A buyer persona is a semi-fictional representation of your ideal customer based on data. Sit down and interview 15 customers from your company and ask them all the same questions. We need to interview about 15 customers to create an accurate buyer persona. You might even consider scripting the questions so you make sure you ask them the same way to each person. Persona interview questions:
- Goals – how can we help?
- Challenges – what is preventing you from how achieving your goals?
- Watering holes – Where do our customers learn, podcasts, attendees
- Shopping preferences – process, people, buy online
- Then combine with ideal customer profile
The job theory will help you predict if prospects will buy tomorrow. It is a way of digging into why people buy products. You can position yourself as an alternative to your indirect competitors. Focus on the people who need your help instead of fighting over prospects who just aren’t that into you. Uncovering your customer’s jobs. You can conduct a survey of demographic and psychographic questions to timeline or storyboard how people become customers for your customer.
Ask them…
- Why did they buy it?
- How long did they think about it before they made the decision?
- What was it that made them finally go through with the sale?
- Had they thought about buying before and not done it?
- Were they making do with something else (or nothing at all)?
- When did they realize they didn’t have to make do anymore?
Why are people going through this story in general? What job are they trying to get done Then make a hero statement? Who do you want to be a hero too? Your company is a hero to (somebody – persona) that wants to (something – job to be done). Example, Here to 10 to 15 million companies that want to double the size of their business in the next 3-5 years. Can we do that? Should we do that? Is that what we do. PICK ONER PERSONA. PICK ONE JOB. OWN IT. Content is great teaching. Great communication. Marketing should empower people with knowledge. Two ways content helps sales include attracting people to your company and helping them through the sales process. Bottom – ready to buy; 80% the questions on every phone call. Get rid of the questions to get further along in the sales process.
Try using a stopwatch to see if the salesperson can find the right piece of content in under 1 minute for a pitfall or challenge example. You can easily share content with email templates that link to content or have content in them. Salespeople should think of themselves as educators now. Create content that will enable your sales team to add value throughout the sales process. By creating great content, your sales cycles go down, sales appointments go down, qualified leads go up, and closing rates go up. Salespeople need to spend less time teaching and more time selling by utilizing buyer-centric questionable content. The more education you can provide your prospects before they meet with sales, the more qualified they’ll be when they get there.

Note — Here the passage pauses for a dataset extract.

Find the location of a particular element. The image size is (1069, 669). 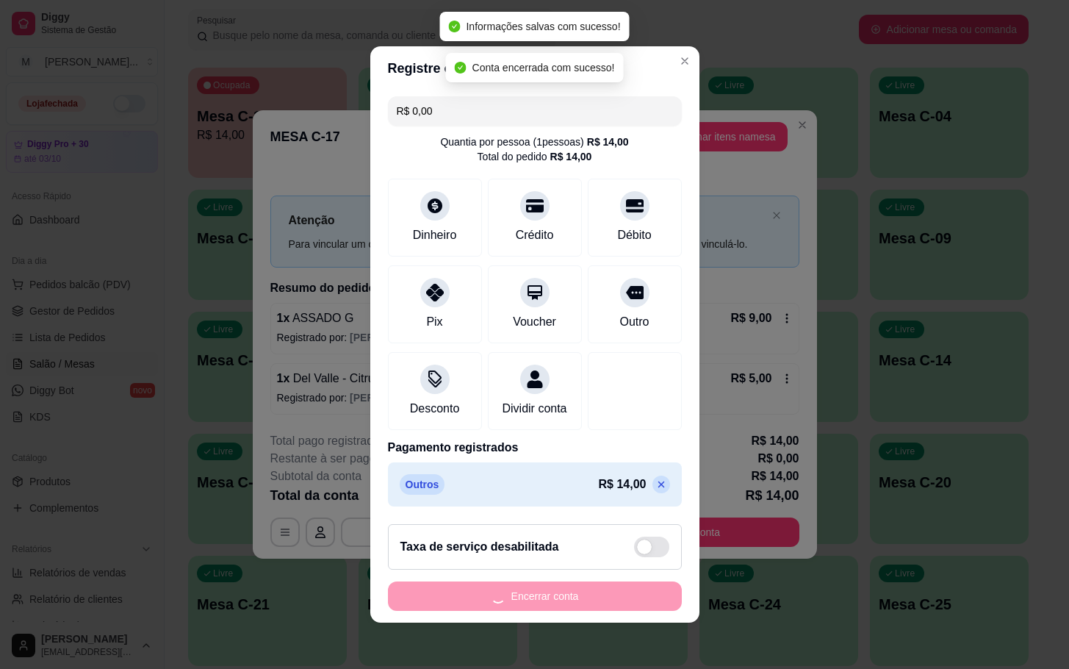

div: Dinheiro is located at coordinates (435, 235).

The biggest mistake I see is people creating a division between treating marketing and sales as two separate divisions. They have to be one cohesive as a unit to make you successful. Salespeople in the filed need content and content need to be generated from questions. Salespeople provide Marketing with the direction that will resonate with prospects and how they use the content in closing those deals. Having a relationship between marketing and sales and having that relationship be seamless has been ever important. You might be successful in leads, but it doesn’t matter if you don’t close them. Try hiring your buyer persona. There needs to be an active discussion of content for sales so marketing creates content that salespeople can use. Marketing and sales should collaborate on sales because Marketing has a better skill set for creating content, but sales have access to more timely information. They also need to collaborate if your marketing collateral doesn’t align with your sales collateral, you’re going to have problems.